IGG/Embargo is a good opening. Put a curse in the opponent's deck before their first shuffle. Even with Masq around, I'd guess it's the right play? Being able to buy 2 IGGs AND embargo the masquerades before there's a chance to buy a masquerade is pretty game-changing, and any reasonable follow-up from that should keep you as the victor.
Horn of Plenty is a terrible opener - it's likely to just make you gain coppers or embargoes. The turn Stef drew the HoP first, if that had been a silver, or IGG, they could have had a gold. Instead, they had Embargo/Caravan. (Oh, and caravan isn't that good early - you need good things to draw with it before you need draw power.) HoP worked late-game for getting Grand Markets, but by the time it started doing that, the game should have been long over.

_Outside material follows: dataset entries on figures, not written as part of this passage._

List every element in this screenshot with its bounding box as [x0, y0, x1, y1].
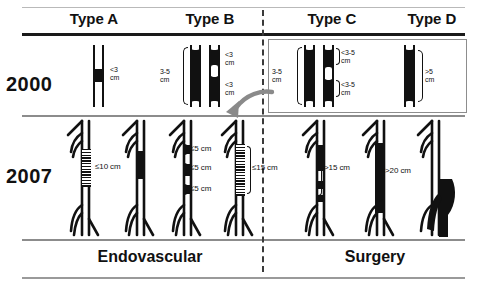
brace-type-b-2000 [183, 47, 188, 105]
rule-baseline [22, 277, 465, 279]
lesion-occlusion [306, 49, 314, 103]
artery-type-a-2007-right [113, 119, 159, 237]
measurement-type-b-2007-1: ≤5 cm [190, 145, 211, 154]
lumen-gap [211, 45, 217, 50]
measurement-type-b-2000-extent: 3-5 cm [160, 68, 170, 84]
measurement-type-c-2000-upper: <3-5 cm [341, 49, 355, 65]
lumen-gap [306, 45, 312, 50]
lesion-occlusion [192, 49, 200, 103]
treatment-label-surgery: Surgery [300, 248, 450, 266]
brace-type-c-2007 [318, 146, 322, 196]
tasc-classification-figure: Type A Type B Type C Type D 2000 2007 <3… [0, 0, 477, 286]
artery-type-a-2007-left [58, 119, 104, 237]
lumen-gap [306, 101, 312, 107]
rule-bottom [22, 239, 465, 241]
vessel-type-d-2000 [404, 45, 415, 107]
lumen-gap [211, 65, 217, 77]
vessel-type-a-2000 [93, 45, 104, 107]
measurement-type-d-2000: >5 cm [425, 68, 434, 84]
lumen-gap [406, 101, 412, 107]
measurement-type-d-2007: >20 cm [385, 167, 411, 176]
artery-type-b-2007-left [160, 119, 206, 237]
brace-type-c-2000-lower [336, 80, 340, 97]
brace-type-d-2007 [379, 146, 383, 202]
lumen-gap [325, 67, 331, 80]
treatment-divider [262, 10, 264, 272]
column-header-type-d: Type D [392, 10, 472, 27]
row-label-2007: 2007 [6, 165, 53, 188]
lesion-occlusion [95, 69, 103, 82]
brace-type-c-2000 [297, 47, 302, 105]
row-label-2000: 2000 [6, 73, 53, 96]
measurement-type-b-2007-3: ≤5 cm [190, 185, 211, 194]
brace-type-b-2007-4 [247, 146, 251, 194]
vessel-type-c-2000-left [304, 45, 315, 107]
lumen-gap [325, 101, 331, 107]
measurement-type-c-2000-lower: <3-5 cm [341, 81, 355, 97]
lesion-stenosis-type-b-2007 [236, 144, 245, 196]
measurement-type-c-2007: >15 cm [324, 164, 350, 173]
column-header-type-c: Type C [282, 10, 382, 27]
lumen-gap [192, 101, 198, 107]
measurement-type-b-2007-4: ≤15 cm [252, 164, 278, 173]
artery-type-b-2007-right [212, 119, 258, 237]
brace-type-d-2000 [418, 50, 423, 102]
measurement-type-a-2000: <3 cm [110, 66, 119, 82]
rule-top [22, 7, 465, 8]
vessel-type-c-2000-right [323, 45, 334, 107]
lumen-gap [406, 45, 412, 50]
treatment-label-endovascular: Endovascular [60, 248, 240, 266]
brace-type-c-2000-upper [336, 48, 340, 65]
measurement-type-b-2000-upper: <3 cm [225, 51, 234, 67]
measurement-type-c-2000-extent: 3-5 cm [272, 68, 282, 84]
column-header-type-b: Type B [160, 10, 260, 27]
rule-header [22, 33, 465, 36]
lesion-stenosis-type-a-2007 [82, 149, 91, 187]
lumen-gap [325, 45, 331, 50]
vessel-type-b-2000-left [190, 45, 201, 107]
lesion-occlusion [406, 49, 414, 103]
column-header-type-a: Type A [44, 10, 144, 27]
measurement-type-b-2007-2: ≤5 cm [190, 164, 211, 173]
artery-type-d-2007-left [353, 119, 399, 237]
lumen-gap [192, 45, 198, 50]
artery-type-c-2007 [293, 119, 339, 237]
artery-type-d-2007-right [408, 119, 464, 237]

As p2, I'd seriously consider opening Masq-embargo if P1 opened IGG-embargo. Especially if I drew $5 on turn 2 and not turn 1.
Double-embargoing IGGs seems pointless. Even one embargo is enough to make IGG not worth buying, ever - except, as you pointed out, for ending the game on curses.
I think this game was over pretty early. Stef's gains/buys were, in order by turn: curse+HoP, Embargo, Curse+Embargo, Masquerade + Curse, Embargo+Caravan, Nothing, Walled Village, Nothing, Silver, Caravan. By turn 10, Stef had yet to attack you in any way, and had not set up even part of an engine or money deck, and had, well, nothing of note, really. Lots of terminal silvers. A village to possibly play two terminal silvers in one turn, and a caravan to draw all that useless stuff.
Your play is hard to discuss because with embargo and masquerade around, you have to react to what your opponent is doing, and if your opponent is doing basically nothing, it's hard to criticize. And, as usual, critising play during a winning game is pretty difficult, because, at the end of the day, it worked. I will say that with Stef not playing their first Goons until turn 15, and never buying an IGG, you really could have ended this a lot bit faster. 23 turns for 35 points is not particularly impressive - 35 points is about 6 provinces, and even something simple like BM+Smithy can get to 6 provinces, on average, faster than that.
The main thing is that you need a coherent game plan, as you said. If you're going for a big multi-goons turns, then you should have held off on getting the provinces, bought caravans and grand markets and walled villages. Don't get silvers once you've got some GMs and goons, and get caravans or WVs or goons or GMs instead. Trash all the stuff that gets in your way, and get to a mostly no-treasure deck except for maybe a few silvers. I bet you can get a pretty nice goons turn or two with a few goons in play and a boatload of buys far before turn 20.
If you're going provinces, then, well, you really should be getting your first province far before turn 18! In that case, there's no point in Forging a gold into a GM, better to use the gold to buy something, silver or otherwise. Get an early masq (or two?) instead of a later forge. (You even gained a copper to buy that forge!)
Oh, and you definitely should NOT have been buying coppers for VP as early as you did. You used a +buy on a copper as early as turn 8.
Your forges were sort of weird. You got a lot of them (three) and then trashed two of them together.